> _Exercise aim_:
From the line containing "At what (x,y)" down to the last line of the entries, print each line exactly and leave the pictures out.

> _Stored data entries_:
►

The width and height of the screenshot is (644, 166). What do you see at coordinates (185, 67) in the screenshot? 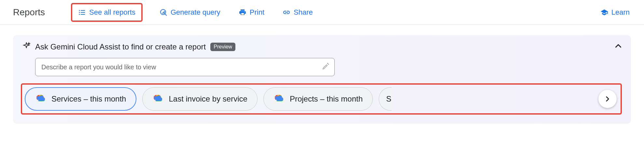
I see `report-input-wrap` at bounding box center [185, 67].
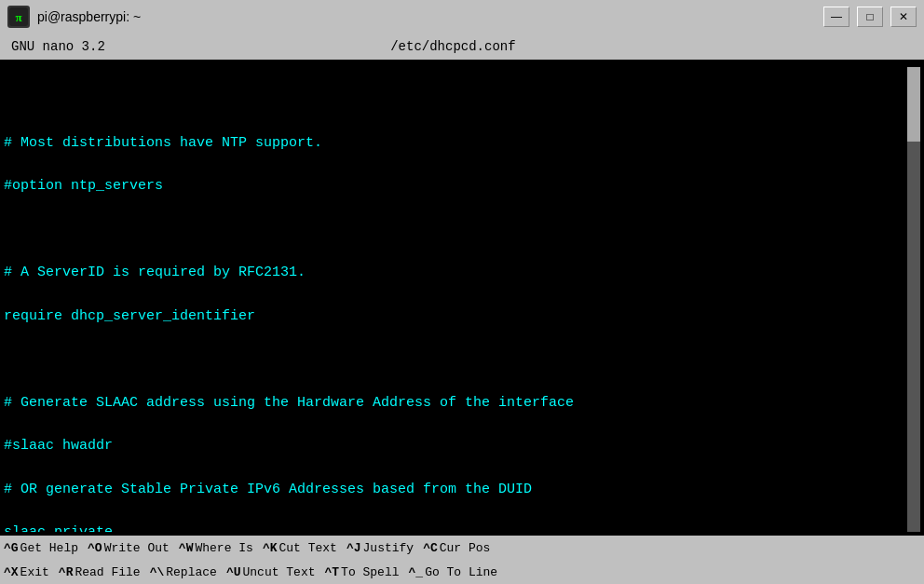 Image resolution: width=924 pixels, height=584 pixels. What do you see at coordinates (914, 300) in the screenshot?
I see `scrollbar` at bounding box center [914, 300].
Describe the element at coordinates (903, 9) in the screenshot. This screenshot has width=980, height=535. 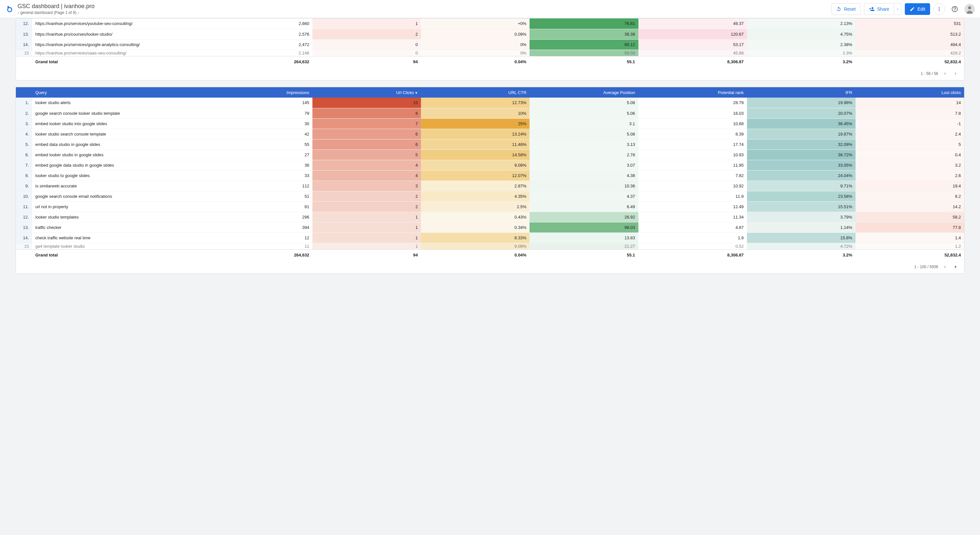
I see `header-actions: Reset Share Edit` at that location.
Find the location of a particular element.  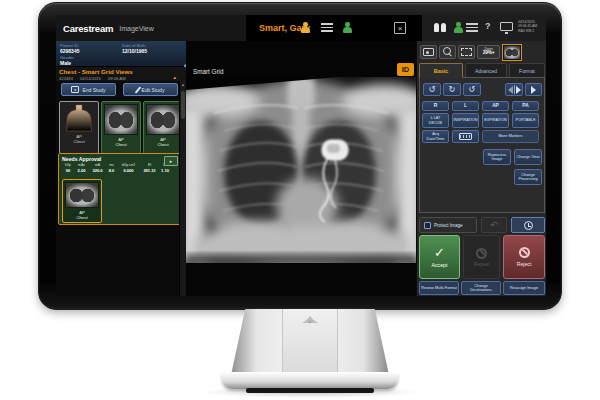

view-thumbnails: APChest APChest APChest is located at coordinates (121, 128).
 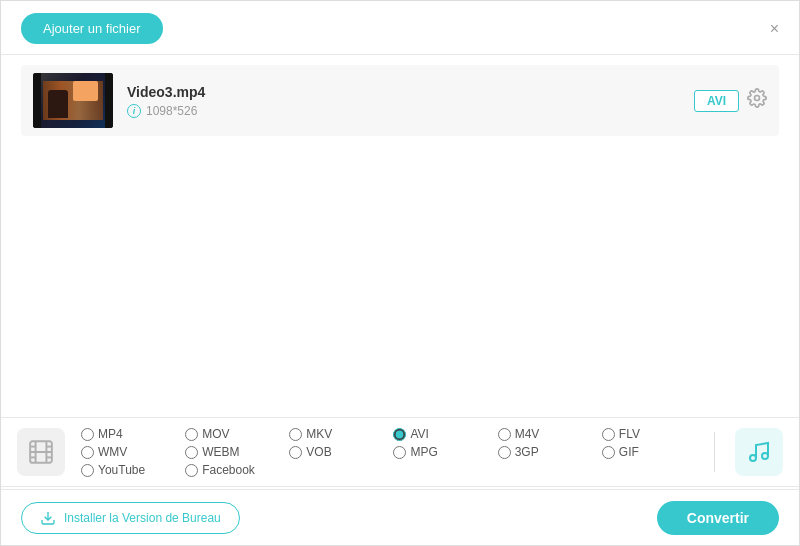 I want to click on format-option-mkv: MKV, so click(x=341, y=434).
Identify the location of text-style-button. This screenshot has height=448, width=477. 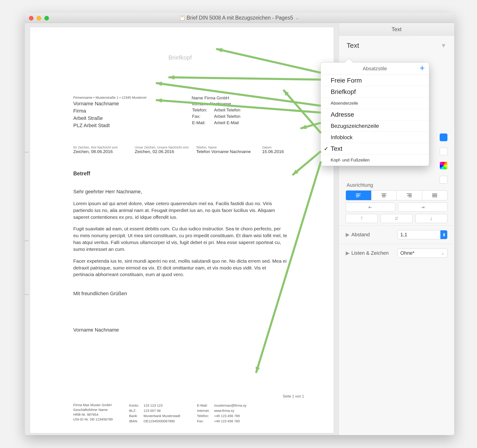
(443, 152).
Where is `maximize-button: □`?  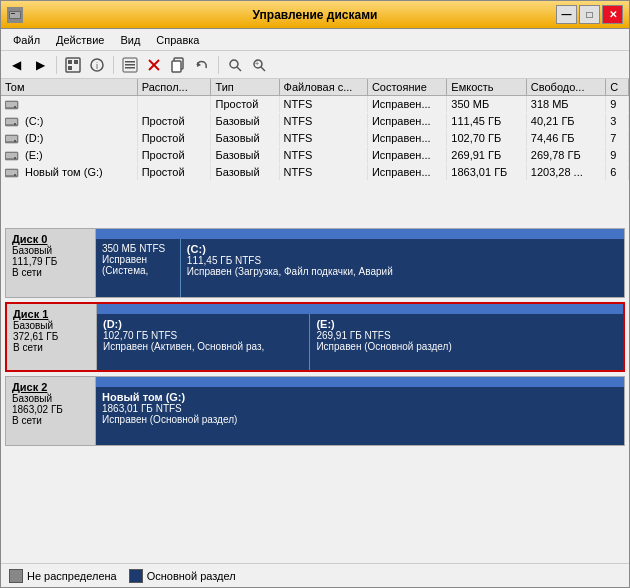 maximize-button: □ is located at coordinates (590, 14).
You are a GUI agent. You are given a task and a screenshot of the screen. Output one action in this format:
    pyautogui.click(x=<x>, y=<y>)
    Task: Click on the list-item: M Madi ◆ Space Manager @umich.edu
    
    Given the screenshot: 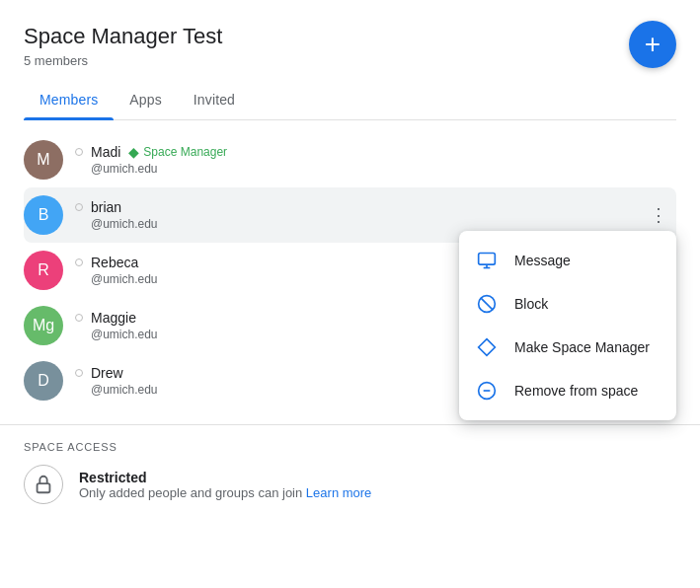 What is the action you would take?
    pyautogui.click(x=350, y=160)
    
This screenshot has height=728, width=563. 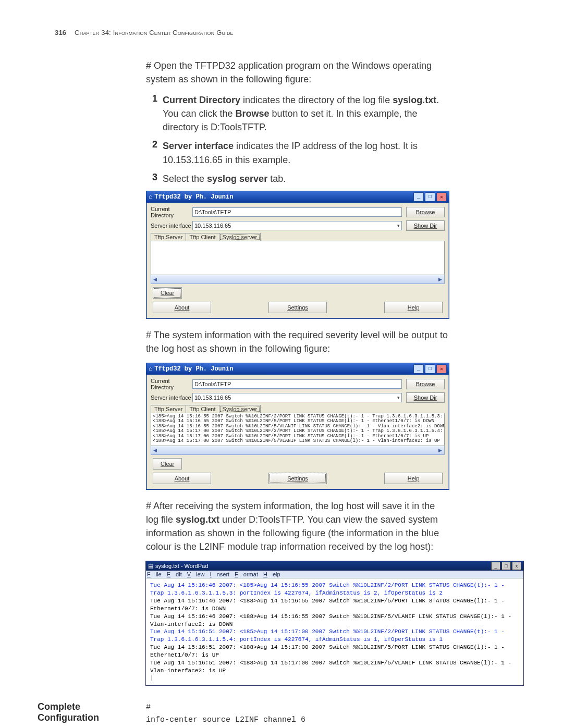 What do you see at coordinates (154, 32) in the screenshot?
I see `chapter-title: Chapter 34: Information Center Configura…` at bounding box center [154, 32].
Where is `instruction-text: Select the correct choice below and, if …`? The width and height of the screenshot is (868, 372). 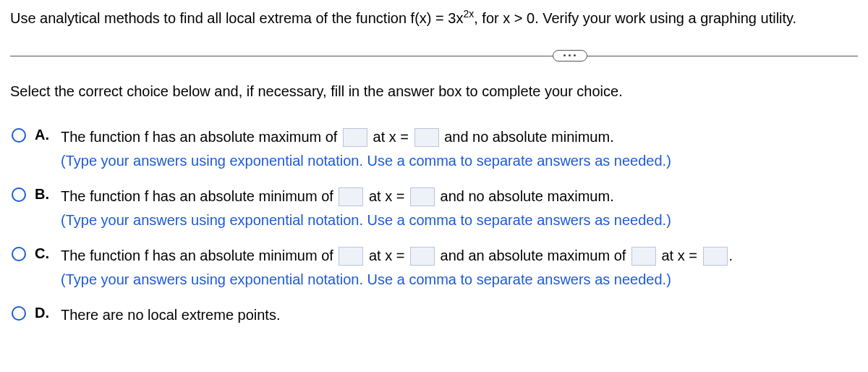
instruction-text: Select the correct choice below and, if … is located at coordinates (434, 91).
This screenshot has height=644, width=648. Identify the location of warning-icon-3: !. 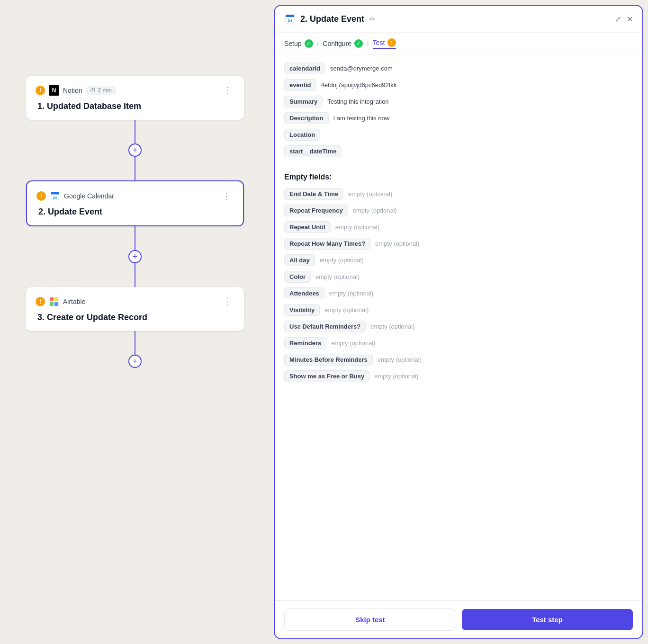
(40, 302).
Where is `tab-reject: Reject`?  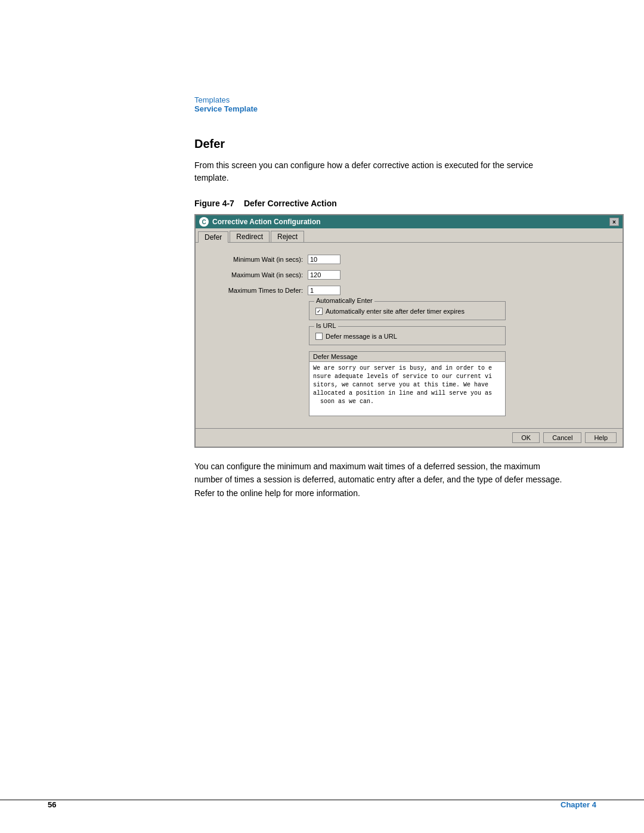 tab-reject: Reject is located at coordinates (287, 236).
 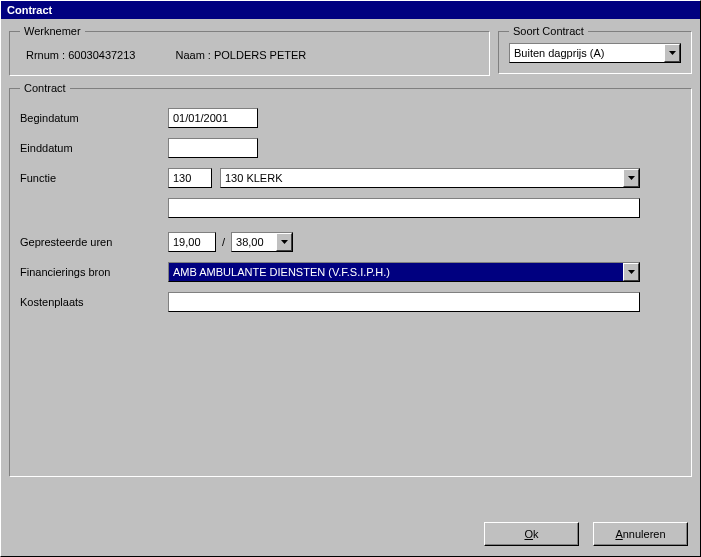 What do you see at coordinates (224, 242) in the screenshot?
I see `uren-slash: /` at bounding box center [224, 242].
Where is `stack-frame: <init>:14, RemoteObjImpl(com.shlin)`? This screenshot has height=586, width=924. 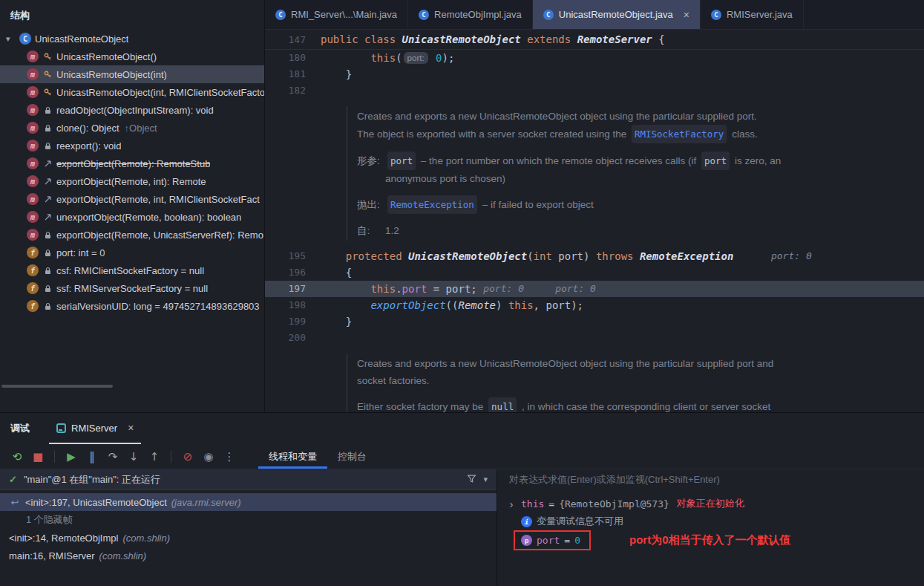
stack-frame: <init>:14, RemoteObjImpl(com.shlin) is located at coordinates (248, 538).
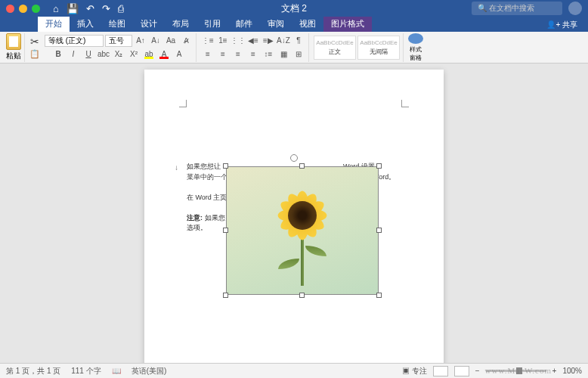 This screenshot has width=588, height=378. Describe the element at coordinates (23, 9) in the screenshot. I see `minimize-window-button` at that location.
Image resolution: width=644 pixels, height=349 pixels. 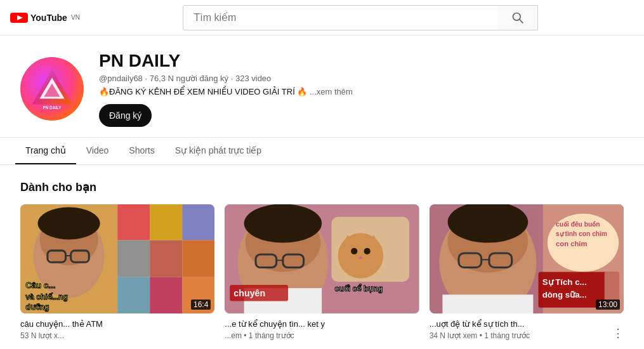 I want to click on svg-text: Câu c..., so click(x=41, y=286).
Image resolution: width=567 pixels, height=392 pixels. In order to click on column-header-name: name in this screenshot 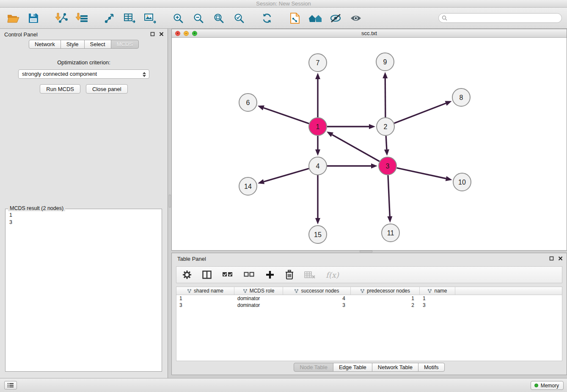, I will do `click(438, 291)`.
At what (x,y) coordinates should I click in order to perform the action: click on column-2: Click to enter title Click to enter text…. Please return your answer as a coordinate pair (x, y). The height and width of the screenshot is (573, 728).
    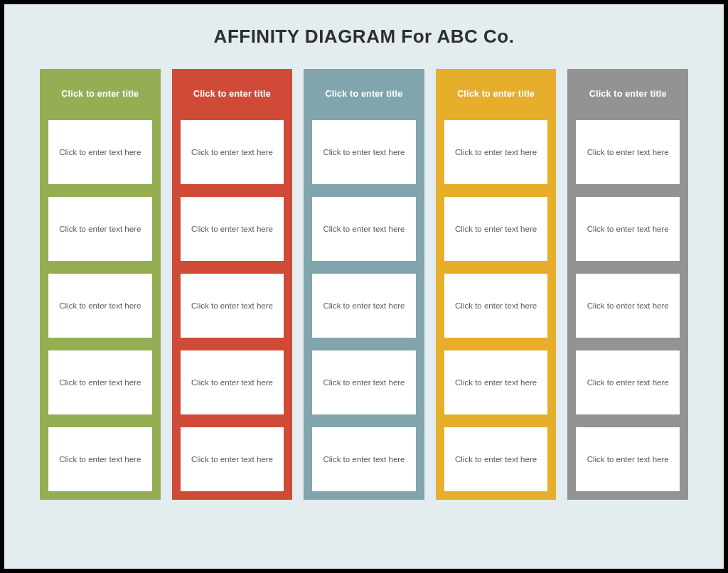
    Looking at the image, I should click on (232, 284).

◄

> _Solution to this task_:
At what (x,y) coordinates should I click in order to perform the action: click on column-2: Click to enter title Click to enter text…. Please return your answer as a coordinate pair (x, y). The height and width of the screenshot is (573, 728).
    Looking at the image, I should click on (232, 284).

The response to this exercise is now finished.